I pulled next to the tire air machine at a gas station one day last week, but not close enough. I was blocking this guy’s way but didn’t realize it.
Once I did, I decided it would have taken just as long to rectify the mistake. I kept going, first the right front, then the left. The hose stretched to its limit. I did it as fast as I could.
When I finished, the frowning man leaned his head out of his car. “You know, you could’ve parked right next to that thing,” he told me.
The younger, more hotheaded me would’ve shot the guy back some remark. Not now. I’ve never been a fighter, and the guy wanted trouble of some sort or was at least flirting with it. He wasn’t going to get it from me.
I didn’t say a word. I did shrug. Not sure what that meant.
“A good man always knows his limitations,” Clint Eastwood once gritted through his teeth at Hal Holbrook in “Magnum Force.” Holbrook’s character turned out to be not so good, so Clint got to say it again, to no one, at the end of the movie as he watched the car Holbrook’s character was driving away in blow up. Except, this time, he left the “good” out.
The jury’s out on how good of a man I am. I’ve made mistakes. Not proud of them, but I did.

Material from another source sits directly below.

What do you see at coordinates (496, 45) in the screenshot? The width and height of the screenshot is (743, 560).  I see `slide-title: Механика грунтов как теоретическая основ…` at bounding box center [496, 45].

Regardless, I wanted no physical altercation with this man. I’ve endured one beating trying to break up a fight. It wasn’t much fun.

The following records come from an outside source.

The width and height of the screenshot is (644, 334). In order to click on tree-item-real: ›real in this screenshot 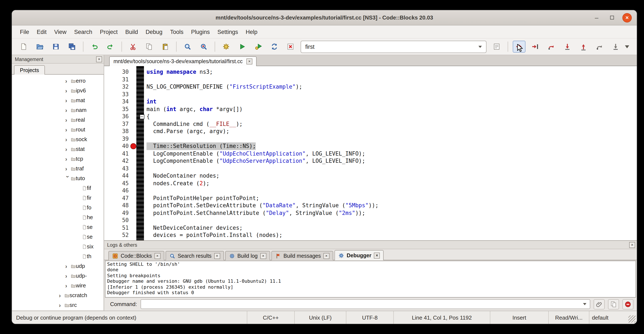, I will do `click(58, 120)`.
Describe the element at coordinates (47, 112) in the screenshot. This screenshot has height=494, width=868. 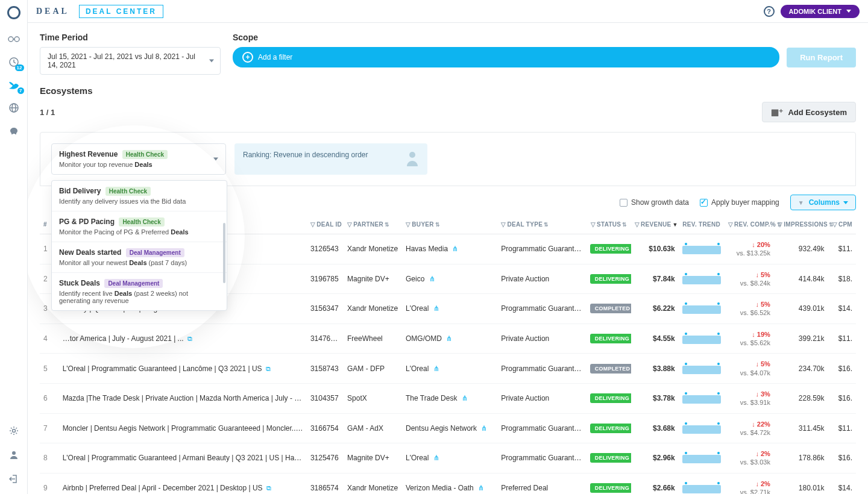
I see `ecosystems-count: 1 / 1` at that location.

Age makes us cautious. Better to be bold when you’re young, not with physical violence, but with life in general. You don’t know enough to be scared. When 60 isn’t so far away, you start wanting to hold onto what you have, little or great.
From the tone of this so far, you’d think I’d be part of some old man’s breakfast club somewhere. Maybe they talk about this kind of thing. Or maybe it’s all Microsoft Teams by now. Geezers on gadgets.
As the years pile on, you don’t feel awful but you don’t feel great either. Arthritic toe joints hurt. It’s harder to get up from the floor. Sciatica isn’t some vague condition you’ve heard about.
People call you “Sir” and “Mr.” all the time. At the West Side Tudor’s it’s aways “Mr. Stone.” Makes me feel like a former teacher. Those ladies are wonderful, though.
Then I look at myself, in my horn-rim glasses and old-school hats. The latter accessory is to keep sun off my face and head. Precancerous skin spots are another enemy. Every so often, I put something called Effudex on my head, which eats away the bad spots. Boy does it. Some have it much worse, I fully realize.
One plus in treating my head this time around is the appearance of minuscule, renegade hair growth. It’s fascinating to watch any hair grow on your head when you haven’t had any in years. I keep reaching up and rubbing it, willing whatever it is to keep working.
You raise your children to be self-sufficient, and they are. They’re no longer the little girls who believe wholeheartedly everything you say. They have their lives.
In your 50s, you change gears a little. Nothing seems as clear to you. You see a lot more gray than black or white. The longer you live, the less you know.
But maybe the fire to write those short stories is still smoldering. Or another creative endeavor of some sort.
I have a granddaughter to get to know and old football games on YouTube to watch.
Larry Csonka was the man. At his age, and with all the pounding he took, he too probably knows his limitations.